NRA Women posted a tweet Wednesday about the ways children can have fun at a shooting range. The message came two days after an Arizona range instructor was shot in the head when a 9-year-old girl he was instructing lost control of an Uzi submachine gun.

In a tweet titled "7 Ways Children Can Have Fun at the Shooting Range" via @TeamWON. READ...," the women of the National Rifle Association group included a link to the article that provided a list of creative targets, including multicolored targets, mutant and zombie targets, and animal-shaped targets that would engage young shooters who are bored with the traditional bull’s-eye.

“Sometimes they [children] want, or rather need, to have fun at the range. That’s when it’s time to introduce other types of targets to change things up, so children have fun at the range,” wrote Mia Anstine, who noted that she's raising a daughter. The tweet remained on the NRA Women’s Twitter page for a little more than an hour before it was deleted.
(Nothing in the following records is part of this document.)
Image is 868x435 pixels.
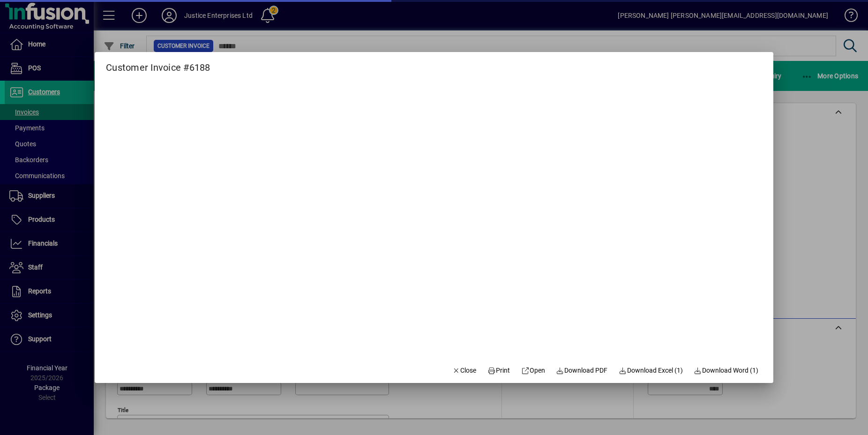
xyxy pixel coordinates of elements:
[518,362,549,379] a: Open
[557,366,608,376] span: Download PDF
[690,362,763,379] button: Download Word (1)
[452,366,477,376] span: Close
[553,362,612,379] a: Download PDF
[94,52,222,75] h2: Customer Invoice #6188
[615,362,687,379] button: Download Excel (1)
[488,366,510,376] span: Print
[619,366,683,376] span: Download Excel (1)
[694,366,759,376] span: Download Word (1)
[484,362,514,379] button: Print
[522,366,545,376] span: Open
[448,362,480,379] button: Close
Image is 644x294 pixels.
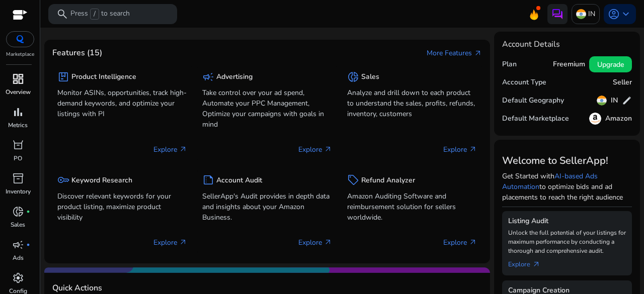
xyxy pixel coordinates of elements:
[589,56,632,72] button: Upgrade
[90,8,99,19] span: /
[347,71,359,83] span: donut_small
[502,96,564,105] h5: Default Geography
[153,237,187,248] p: Explore
[597,59,624,70] span: Upgrade
[502,172,598,192] a: AI-based Ads Automation
[8,121,28,130] p: Metrics
[508,255,548,269] a: Explorearrow_outward
[324,146,332,153] span: arrow_outward
[13,253,24,262] p: Ads
[508,228,626,255] p: Unlock the full potential of your listings for maximum performance by conducting a thorough and c...
[12,106,24,118] span: bar_chart
[298,144,332,154] p: Explore
[443,144,477,154] p: Explore
[347,174,359,186] span: sell
[443,237,477,248] p: Explore
[70,8,130,19] p: Press to search
[298,237,332,248] p: Explore
[589,113,601,125] img: amazon.svg
[72,176,132,185] h5: Keyword Research
[217,73,253,81] h5: Advertising
[502,78,546,87] h5: Account Type
[202,191,332,222] p: SellerApp's Audit provides in depth data and insights about your Amazon Business.
[58,191,187,222] p: Discover relevant keywords for your product listing, maximize product visibility
[72,73,136,81] h5: Product Intelligence
[502,154,632,167] h3: Welcome to SellerApp!
[179,238,187,246] span: arrow_outward
[605,115,632,123] h5: Amazon
[12,73,24,85] span: dashboard
[469,238,477,246] span: arrow_outward
[610,96,618,105] h5: IN
[588,5,595,22] p: IN
[361,176,415,185] h5: Refund Analyzer
[347,191,477,222] p: Amazon Auditing Software and reimbursement solution for sellers worldwide.
[58,174,69,186] span: key
[12,239,24,251] span: campaign
[13,154,22,163] p: PO
[597,96,607,105] img: in.svg
[202,71,214,83] span: campaign
[153,144,187,154] p: Explore
[179,146,187,153] span: arrow_outward
[607,8,620,20] span: account_circle
[12,272,24,284] span: settings
[532,260,540,269] span: arrow_outward
[52,284,102,293] h4: Quick Actions
[12,172,24,184] span: inventory_2
[217,176,262,185] h5: Account Audit
[502,60,517,69] h5: Plan
[12,205,24,218] span: donut_small
[508,217,626,225] h5: Listing Audit
[613,78,632,87] h5: Seller
[324,238,332,246] span: arrow_outward
[553,60,585,69] h5: Freemium
[202,174,214,186] span: summarize
[52,49,102,57] h4: Features (15)
[474,49,482,57] span: arrow_outward
[347,87,477,119] p: Analyze and drill down to each product to understand the sales, profits, refunds, inventory, cust...
[11,35,29,43] img: QC-logo.svg
[427,48,482,58] a: More Featuresarrow_outward
[502,171,632,202] p: Get Started with to optimize bids and ad placements to reach the right audience
[576,9,586,19] img: in.svg
[502,115,569,123] h5: Default Marketplace
[361,73,380,81] h5: Sales
[12,140,24,151] span: orders
[502,40,632,49] h4: Account Details
[26,243,30,247] span: fiber_manual_record
[58,87,187,119] p: Monitor ASINs, opportunities, track high-demand keywords, and optimize your listings with PI
[622,96,632,105] span: edit
[56,8,69,20] span: search
[10,220,25,229] p: Sales
[5,187,31,196] p: Inventory
[26,210,30,213] span: fiber_manual_record
[6,51,34,58] p: Marketplace
[469,146,477,153] span: arrow_outward
[202,87,332,130] p: Take control over your ad spend, Automate your PPC Management, Optimize your campaigns with goals...
[5,87,31,96] p: Overview
[620,8,632,20] span: keyboard_arrow_down
[58,71,69,83] span: package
No further explanation was provided.

Arizona shooting instructor Charles Vacca, 39, died Monday while training a 9-year-old girl how to shoot an Uzi at Bullets and Burgers, an outdoor shooting range outside of Las Vegas. The Mohave County Sheriff’s Department deemed the shooting an accident, after the recoil from the weapon sent bullets over the girl’s head, the Washington Post reported. Vacca was shot in the head and airlifted to a Las Vegas hospital, where he was later pronounced dead.

The death has sparked further debate in the United States about training children to handle guns.